ReplyDeleteThe gaps between words ...
Dear Suze,
ReplyDeleteso the postman does not need a fitness studio. And the gaps: might be as in Ringelnatz' poem the holes in a sieve. :-)
I do worry about handwriting. How awful if no-one could write anymore! x
ReplyDeleteDear Pen,
ReplyDelete"use it or lose it" seems to be right here too. I read that in Japan with those many complicated letters they found out that writing exercises the brain - well, maybe computer-writing too.
Hello Britta:
ReplyDeleteWe are at one with you! There is absolutely nothing to compare between 'real' and 'virtual' post. There is so much to be seen and appreciated in the handwritten letter or postcard that cannot possibly be conveyed by the oh too sterile email. As you say, the thickness of the card or paper, the design, or lack of it, the handwriting style, biro or fountain pen.....we could go on. And, joy of joys that you get to see your postman too...what secrets he must know from your postcards....
Dear Jane and Lance,
DeleteI thought that you would agree with me! To think of the inks and foutain pens to choose, the way to a letterbox, well - and the joy to read a letter more than once (I can do that with an email too, but they 'disappear' sometimes in a load of others).
Ah, and that postman -- I think he knows the Law of secrecy - of the post. :-)
What a lovely post Britta!
ReplyDeleteNice postcard and ... nice postman!!!
I totally agree with Jane comment!
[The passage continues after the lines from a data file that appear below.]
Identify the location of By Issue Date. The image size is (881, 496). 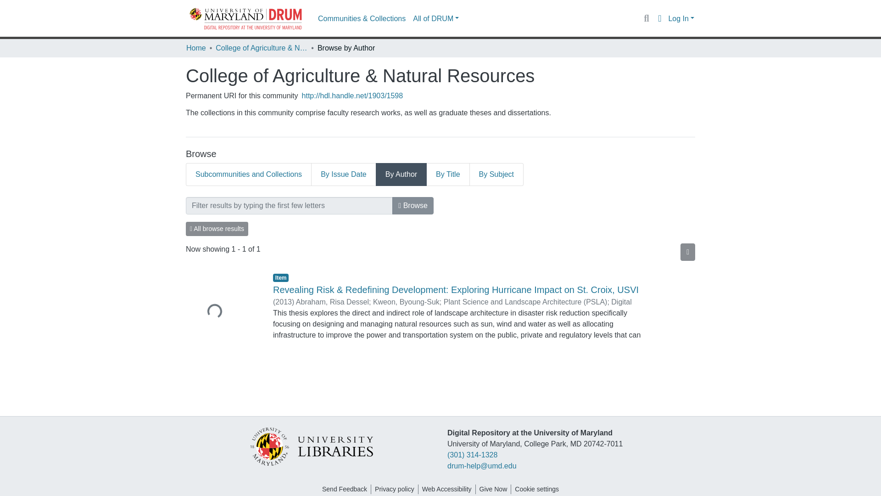
(344, 174).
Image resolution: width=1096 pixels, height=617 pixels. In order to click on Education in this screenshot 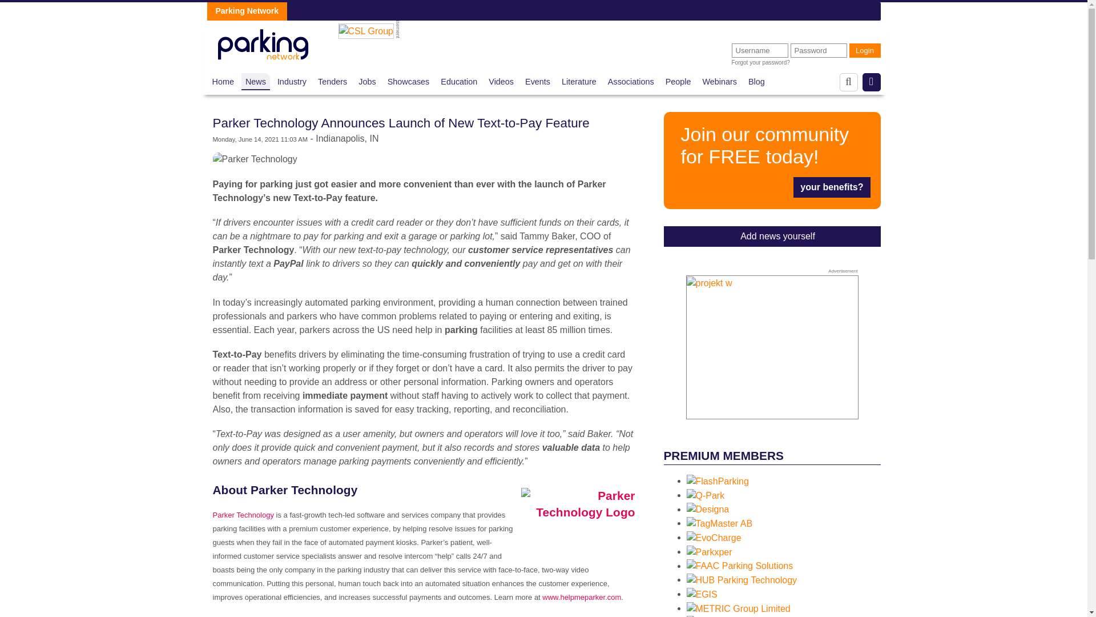, I will do `click(458, 81)`.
Real post is the BEST. It's so exciting when you see a letter writing, maybe on a beautiful paper, instead of a "cold" virtual post.
I have to write you a real postcard from Italy, absolutely!
Bisous, Babi
Dear Babi,
Deletenow, that is nice to see you here again! And I listen to that 'clonk!' - might be your postcard from Italy - it will be very welcomed!